Both NMN and metformin affect AMPK and NAD+ metabolism. The MILES trial showed metformin alters the NAD+ metabolome. Whether combining NMN with metformin produces additive or problematic metabolic effects has not been studied in any clinical trial.
How long does it take for NMN to raise NAD+ levels in older adults?
In the Yoshino et al. trial (mean age 58), plasma NAD+ metabolites increased measurably within 10 weeks at 250 mg/day. The Martens et al. NR trial showed a roughly 60% increase in whole-blood NAD+ within 6 weeks at 1,000 mg/day.
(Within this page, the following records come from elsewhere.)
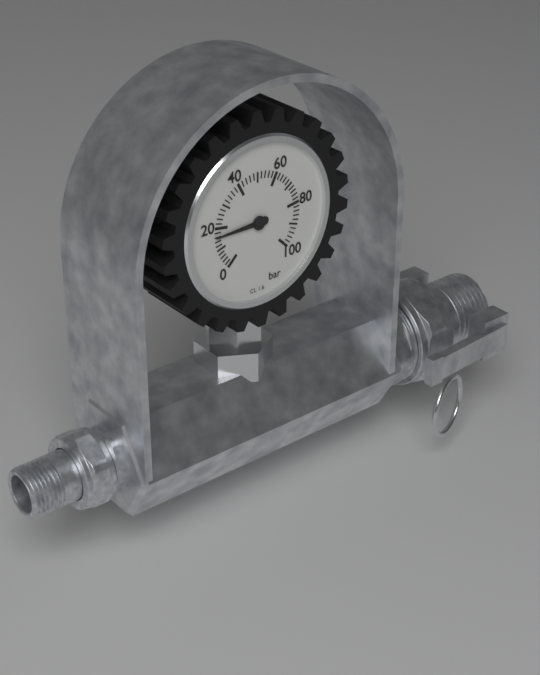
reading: 16 bar
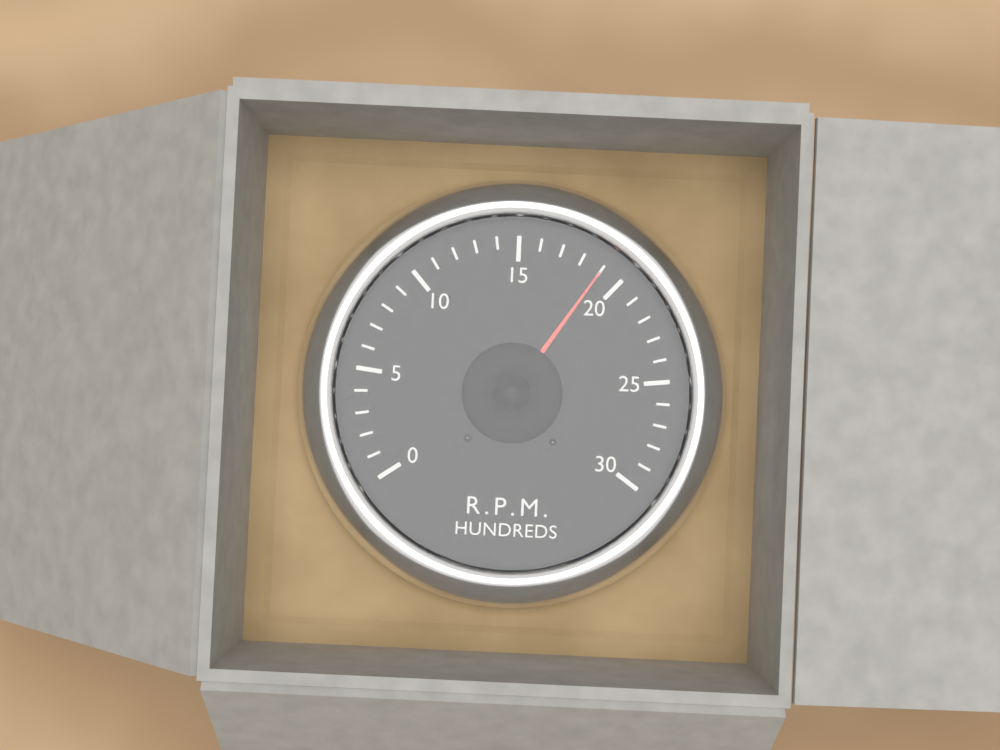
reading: 19 RPM x100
Whether older adults with reduced hepatic conversion capacity achieve the same rise is unknown.
Are there any NMN studies specifically in people over 65?
No published randomized controlled trial has enrolled a cohort exclusively aged 65 or older for NMN. The Martens et al. NR trial had a mean age of 65, making it the closest approximation, but it enrolled only 24 participants for 6 weeks.
Can NMN worsen gout in older adults?
Niacin at pharmacological doses raises uric acid levels. NMN generates nicotinamide, not nicotinic acid, so the uric acid effect may differ. No trial has measured uric acid changes in geriatric NMN users. Checking baseline uric acid and monitoring at 4 weeks is reasonable for patients with a history of gout.
Should I take NMN with food or on an empty stomach?
Most trials administered NMN or NR with breakfast. Taking NAD+ precursors with food may reduce the GI side effects (nausea, bloating) reported in 10-15% of trial participants. No study has compared fed versus fasted dosing in older adults.
Is sublingual NMN safer than oral capsules for seniors?
Sublingual NMN bypasses first-pass hepatic metabolism, which could theoretically reduce liver burden but also alter the metabolite profile reaching the kidneys. No comparative safety study exists between sublingual and oral NMN in any age group.